On The Existence And Stability Of Carbon -based Silicon Fullerenes -a Density Functional Theoretic Study

Date

2007-08-23T01:56:20Z

Authors

Journal Title

Journal ISSN

Volume Title

Publisher

Physics

Abstract

The electronic and geometric properties of silicon-carbon fullerene-like nanostructures with two, four, six, twenty and twenty four carbon atoms on the surface of the Si60 cages by substitution, as well as inside the cage at various symmetry orientations have been studied within the generalized gradient approximation to density functional theory (GGA-DFT). The Perdew-Wang 91 (PW91) functional has been used to treat exchange and correlation energies. Full geometry and spin optimizations have been performed using Gaussian 03 suite of programs and the LANL2DZ basis set. Thus for the silicon atom, the Hay-Wadt pseudopotential with the associated basis set are used for the core and valence electrons respectively. For the carbon atom, the Dunning/Huzinaga double zeta basis set is employed. Results on electronic state, binding energy per atom, HOMO-LUMO gap (Band gap), vertical ionization potential (energy required to ionize the system), vertical electron affinity (energy required to add an electron to the system) and dipole moment for all the stable silicon -carbon fullerene like nanostructures are presented and discussed in detail. The average Si-C bond length and average C-C bond length are also presented. The natures of the bondings between the Si-C and C-C are studied in detail using the Natural Bond Orbital program (NBO). It was found that the optimized silicon-carbon fullerene like nanostructures have increased stability compared to the bare Si60 cage. The binding energy per atom for the stable silicon-carbon fullerene like nanostructures increase with the number of carbon atoms, with the structures having carbon atoms on the surface having higher binding energies (3% for Si58C2 to 38% for Si36C24) than the structures with carbon atoms inside the Si60 cage (2.5 % for Si60C2 to 27% for Si60C24). The stability of these nanostructures depends on the orientation of carbon atoms, as well as on the nature of bonding between silicon and carbon atoms (for two and four carbon atoms) and nature of onding between Si-C and C-C bonding (for six, twenty and twenty four carbon atoms).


### [Task brief]
Write out an exact copy of the line with "Zero in on man." and of each line after it, through the end of the records below.
◆ ◆ ◆ ◆ ◆ ◆ ◆
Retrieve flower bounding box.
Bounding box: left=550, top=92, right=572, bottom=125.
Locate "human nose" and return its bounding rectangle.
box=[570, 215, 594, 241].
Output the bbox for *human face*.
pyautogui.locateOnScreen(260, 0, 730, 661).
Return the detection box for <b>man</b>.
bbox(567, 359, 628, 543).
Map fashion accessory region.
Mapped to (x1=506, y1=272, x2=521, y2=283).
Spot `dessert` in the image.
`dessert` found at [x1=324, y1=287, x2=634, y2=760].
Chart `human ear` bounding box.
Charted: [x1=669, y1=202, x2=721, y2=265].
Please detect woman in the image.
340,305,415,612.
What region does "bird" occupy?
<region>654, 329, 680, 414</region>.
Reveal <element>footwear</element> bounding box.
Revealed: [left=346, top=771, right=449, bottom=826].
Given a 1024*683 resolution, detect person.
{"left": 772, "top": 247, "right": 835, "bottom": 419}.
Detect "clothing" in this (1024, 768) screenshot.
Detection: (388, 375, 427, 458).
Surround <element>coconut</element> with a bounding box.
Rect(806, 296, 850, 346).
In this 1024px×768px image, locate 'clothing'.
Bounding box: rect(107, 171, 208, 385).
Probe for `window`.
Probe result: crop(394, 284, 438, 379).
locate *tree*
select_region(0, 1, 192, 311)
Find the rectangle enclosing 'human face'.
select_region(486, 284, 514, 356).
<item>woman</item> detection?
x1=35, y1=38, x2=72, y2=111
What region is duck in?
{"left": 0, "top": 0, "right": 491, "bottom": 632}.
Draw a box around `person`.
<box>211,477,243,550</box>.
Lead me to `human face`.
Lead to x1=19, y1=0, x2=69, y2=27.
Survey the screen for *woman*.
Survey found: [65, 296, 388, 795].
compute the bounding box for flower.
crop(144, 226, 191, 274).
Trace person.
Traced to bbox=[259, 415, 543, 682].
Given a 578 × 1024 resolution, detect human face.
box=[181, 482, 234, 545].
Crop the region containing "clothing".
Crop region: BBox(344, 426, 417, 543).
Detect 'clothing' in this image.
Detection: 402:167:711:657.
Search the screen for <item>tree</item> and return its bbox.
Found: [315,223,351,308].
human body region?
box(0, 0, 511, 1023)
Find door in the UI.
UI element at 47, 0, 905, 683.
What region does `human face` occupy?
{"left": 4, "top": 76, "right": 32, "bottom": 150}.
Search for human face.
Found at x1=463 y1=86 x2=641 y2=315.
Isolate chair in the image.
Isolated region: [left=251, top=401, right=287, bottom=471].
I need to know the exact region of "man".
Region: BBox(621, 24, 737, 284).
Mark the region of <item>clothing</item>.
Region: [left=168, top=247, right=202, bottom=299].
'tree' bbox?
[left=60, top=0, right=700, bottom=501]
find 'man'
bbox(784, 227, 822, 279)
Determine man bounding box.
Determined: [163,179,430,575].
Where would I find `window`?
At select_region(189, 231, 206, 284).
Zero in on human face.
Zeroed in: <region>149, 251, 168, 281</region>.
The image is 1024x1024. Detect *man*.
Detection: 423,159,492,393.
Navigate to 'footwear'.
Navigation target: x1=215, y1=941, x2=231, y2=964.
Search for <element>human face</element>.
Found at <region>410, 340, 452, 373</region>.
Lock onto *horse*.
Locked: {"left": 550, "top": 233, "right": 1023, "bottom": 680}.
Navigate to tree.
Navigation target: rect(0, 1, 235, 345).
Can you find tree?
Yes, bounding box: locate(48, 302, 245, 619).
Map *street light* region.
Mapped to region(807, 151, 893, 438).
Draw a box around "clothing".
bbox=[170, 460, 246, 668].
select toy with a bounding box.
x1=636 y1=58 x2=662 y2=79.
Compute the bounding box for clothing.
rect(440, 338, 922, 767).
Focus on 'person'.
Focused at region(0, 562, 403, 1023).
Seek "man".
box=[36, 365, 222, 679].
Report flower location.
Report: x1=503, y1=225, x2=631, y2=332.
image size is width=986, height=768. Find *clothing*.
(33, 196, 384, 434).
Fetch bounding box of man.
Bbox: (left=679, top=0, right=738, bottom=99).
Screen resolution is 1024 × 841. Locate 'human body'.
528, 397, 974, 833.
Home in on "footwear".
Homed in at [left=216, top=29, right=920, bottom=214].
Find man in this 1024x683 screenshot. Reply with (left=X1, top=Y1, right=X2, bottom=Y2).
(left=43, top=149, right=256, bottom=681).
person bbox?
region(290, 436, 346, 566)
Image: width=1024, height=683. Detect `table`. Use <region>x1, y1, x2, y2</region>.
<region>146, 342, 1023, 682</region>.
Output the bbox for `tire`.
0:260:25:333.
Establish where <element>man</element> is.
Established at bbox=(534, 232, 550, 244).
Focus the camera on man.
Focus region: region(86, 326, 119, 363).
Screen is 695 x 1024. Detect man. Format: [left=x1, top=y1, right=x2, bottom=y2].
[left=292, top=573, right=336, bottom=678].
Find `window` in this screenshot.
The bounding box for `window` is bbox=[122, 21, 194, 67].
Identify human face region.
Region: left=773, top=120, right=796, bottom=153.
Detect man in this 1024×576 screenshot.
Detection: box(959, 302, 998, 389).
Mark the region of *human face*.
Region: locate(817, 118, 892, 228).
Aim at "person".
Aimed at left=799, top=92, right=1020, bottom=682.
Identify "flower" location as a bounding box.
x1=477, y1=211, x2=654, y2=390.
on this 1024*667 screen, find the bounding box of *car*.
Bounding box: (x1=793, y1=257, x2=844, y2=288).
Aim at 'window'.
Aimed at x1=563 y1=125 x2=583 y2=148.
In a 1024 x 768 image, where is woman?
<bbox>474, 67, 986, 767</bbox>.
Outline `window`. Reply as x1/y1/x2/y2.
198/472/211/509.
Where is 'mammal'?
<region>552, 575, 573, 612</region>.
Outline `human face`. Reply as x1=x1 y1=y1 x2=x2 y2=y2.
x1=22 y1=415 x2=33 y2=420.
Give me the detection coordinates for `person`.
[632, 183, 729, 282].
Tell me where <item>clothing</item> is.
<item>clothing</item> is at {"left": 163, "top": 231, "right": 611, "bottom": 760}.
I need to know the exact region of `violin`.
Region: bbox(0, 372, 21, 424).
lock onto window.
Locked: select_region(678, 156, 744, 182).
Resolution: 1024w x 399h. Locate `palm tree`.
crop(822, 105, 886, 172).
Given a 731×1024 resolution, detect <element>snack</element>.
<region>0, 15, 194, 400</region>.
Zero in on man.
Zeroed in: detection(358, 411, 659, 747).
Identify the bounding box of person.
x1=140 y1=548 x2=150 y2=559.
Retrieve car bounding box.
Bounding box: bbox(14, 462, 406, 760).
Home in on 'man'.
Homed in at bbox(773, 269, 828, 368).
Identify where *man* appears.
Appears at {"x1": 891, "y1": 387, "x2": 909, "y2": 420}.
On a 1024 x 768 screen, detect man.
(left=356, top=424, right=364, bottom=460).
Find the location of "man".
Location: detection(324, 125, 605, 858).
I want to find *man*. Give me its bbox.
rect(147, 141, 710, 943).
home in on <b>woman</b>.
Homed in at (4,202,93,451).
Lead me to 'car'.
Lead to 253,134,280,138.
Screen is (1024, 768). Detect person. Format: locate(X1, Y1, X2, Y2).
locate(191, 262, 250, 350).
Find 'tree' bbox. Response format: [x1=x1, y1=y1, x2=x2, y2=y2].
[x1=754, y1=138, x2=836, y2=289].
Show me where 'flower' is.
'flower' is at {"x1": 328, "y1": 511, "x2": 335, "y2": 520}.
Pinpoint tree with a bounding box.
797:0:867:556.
◆ ◆ ◆ ◆ ◆ ◆ ◆
### [Exercise solution]
Zero in on man.
Zeroed in: detection(358, 411, 659, 747).
Identify the bounding box of person.
x1=140 y1=548 x2=150 y2=559.
Retrieve car bounding box.
Bounding box: bbox(14, 462, 406, 760).
Home in on 'man'.
Homed in at bbox(773, 269, 828, 368).
Identify where *man* appears.
Appears at {"x1": 891, "y1": 387, "x2": 909, "y2": 420}.
On a 1024 x 768 screen, detect man.
(left=356, top=424, right=364, bottom=460).
Find the location of "man".
Location: detection(324, 125, 605, 858).
I want to find *man*. Give me its bbox.
rect(147, 141, 710, 943).
home in on <b>woman</b>.
Homed in at (4,202,93,451).
Lead me to 'car'.
Lead to 253,134,280,138.
Screen is (1024, 768). Detect person. Format: locate(X1, Y1, X2, Y2).
locate(191, 262, 250, 350).
Find 'tree' bbox. Response format: [x1=x1, y1=y1, x2=x2, y2=y2].
[x1=754, y1=138, x2=836, y2=289].
Show me where 'flower' is.
'flower' is at {"x1": 328, "y1": 511, "x2": 335, "y2": 520}.
Pinpoint tree with a bounding box.
797:0:867:556.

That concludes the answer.